“Broad Initiative,” Whatever That Means

I know it’s easy to feel less than optimistic about home-grown English-language television in Canada. Then I see press releases like this and I feel even less optimistic than before.

I know it’s easy to feel less than optimistic about home-grown English-language television in Canada. Then I see press releases like this and I feel even less optimistic than before.

It’s not that the objective, to “create a groundswell in favour of Canadian content,” is a bad one, it’s just that it’s so generic and non-specific, and gives no real indication of how such a groundswell is to be created. Particularly since the only real way to make great Canadian content is for writers, directors, actors, et al to make it — and those people are hardly mentioned in the press release at all. Instead we get this:

Brabant and Creighton are of one mind that the time has come to leverage the success and investment in our content.

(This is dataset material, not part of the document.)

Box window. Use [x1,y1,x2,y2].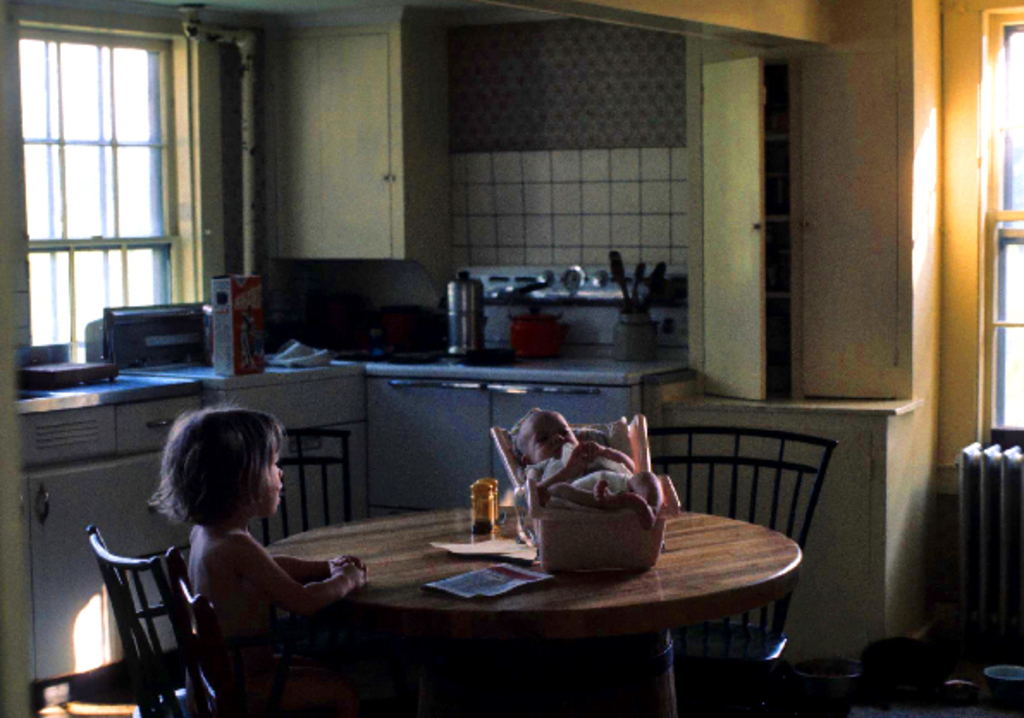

The project will look to industry expertise from the production, broadcast and distribution sectors as well as other agencies to work towards a cohesive strategy that positions Canadian content in the forefront, and that will explore and leverage the opportunities offered by multi-platform digital distribution and social media.

But what of the content itself? Why isn’t it as popular in English Canada as local content is in other countries, or in Quebec? Now, I’m probably being unfair here: The issue of how to encourage the creation and promotion of quality content is a hard one for these organizations to take up, so it may be that I’m expressing unfair expectations here. But it does give the release a bit of the feel of those “friends of serious music” organizations that ignore the primary problem: there’s not enough new content out there that people want to listen to.

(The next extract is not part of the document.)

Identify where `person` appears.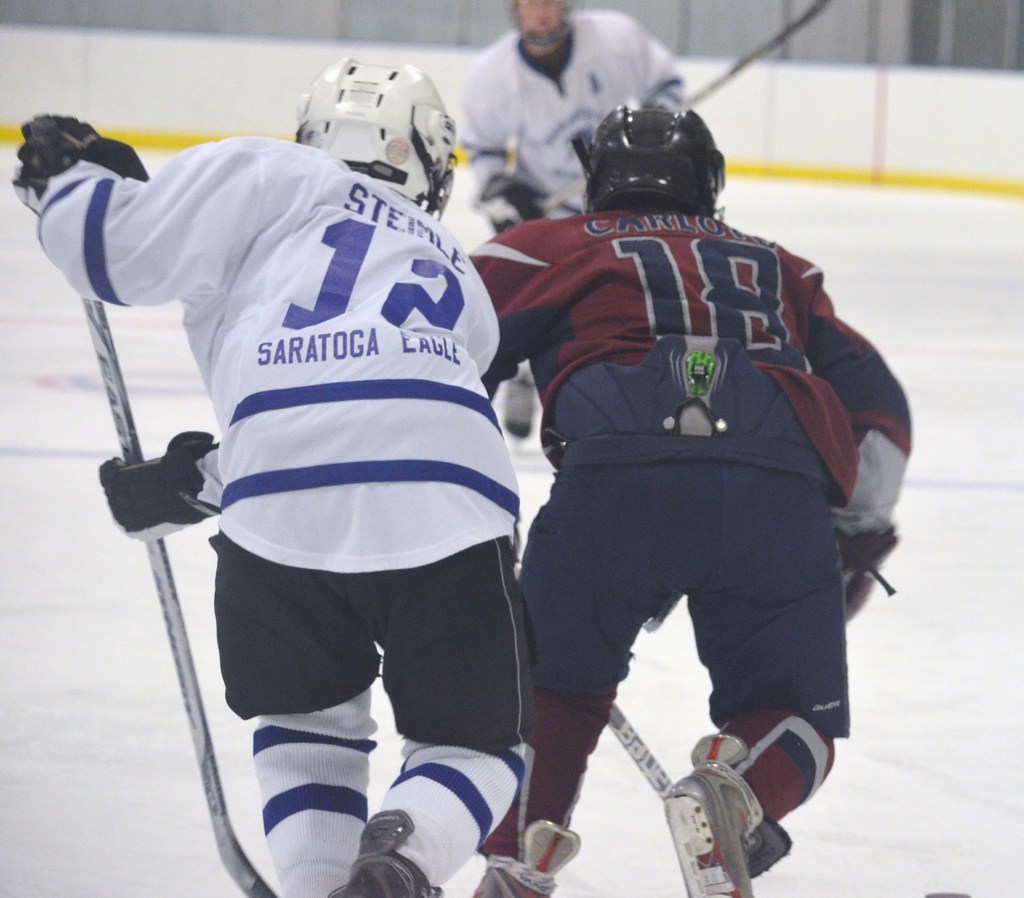
Appears at 442 0 682 437.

Meanwhile, we learn that fewer U.S. pilots are shooting in Canada this year, because the exchange rate is no longer friendly and the CW is less able to pretend it’s a real network. Which makes it still more important that we find things to do with the expert technical crews we have in this country — like make some popular dramas of our own. It is a real issue worth studying, in other words; I just don’t get the impression that this “broad initiative” is studying it from the right direction. Maybe I’ll be wrong.